On a personal note, Shorter has also pushed for samples of each athlete's urine and blood to be frozen in perpetuity. That way, when new testing methods are developed, former winners -- even dead ones -- could be retested to verify that they won cleanly. He says the move would deter potential cheaters by making them constantly confront their past. Waldemar Cierpinski, who reportedly runs an athletic-apparel store in Germany, has avoided commenting on the recovered Stasi files. But that would be hard to do if his blood were frozen in a vial in Switzerland someplace waiting to be thawed for a steroid test.

Despite the reforms, however, there is a serious concern that the new anti-doping agencies -- however well-intentioned -- are far too little and much too late. "There is a gross epidemic of drugs in elite sports," says Charles Yesalis, a professor of epidemiology at Pennsylvania State University, an expert on Olympic doping and the author of a forthcoming book, Anabolic Steroids in Sport and Exercise (Human Kinetics Press).

He says that not only will it be difficult to eradicate all drug use among current athletes -- Yesalis calls the USADA's $2 million annual research budget "chump change" -- but reformers will be swimming against a stiff tide to prevent future use, as well.
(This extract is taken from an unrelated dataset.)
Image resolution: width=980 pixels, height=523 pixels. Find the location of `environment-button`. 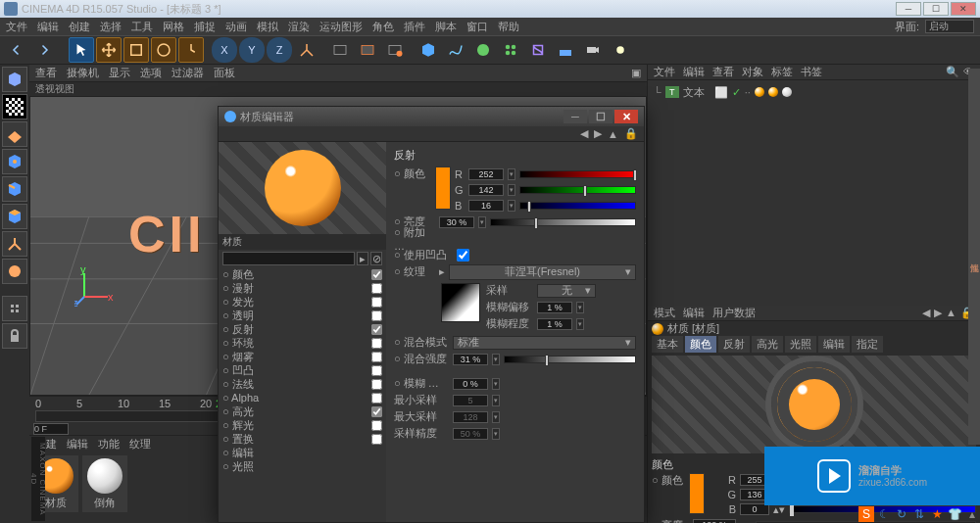

environment-button is located at coordinates (565, 50).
That's because the people who pay for the events have become addicted to extraordinary athletic performances -- performances that, in turn, have become dependent on drugs.

"Would NBC have spent billions of dollars on broadcasting the Olympics from Atlanta if it knew the announcer would end up saying, Ladies and gentlemen, Michael Johnson has just posted the 154th best time ever in the 200 meters!'?" Yesalis asks. "Of course not. Drugs have created bigger-than-life athletes doing bigger-than-life things."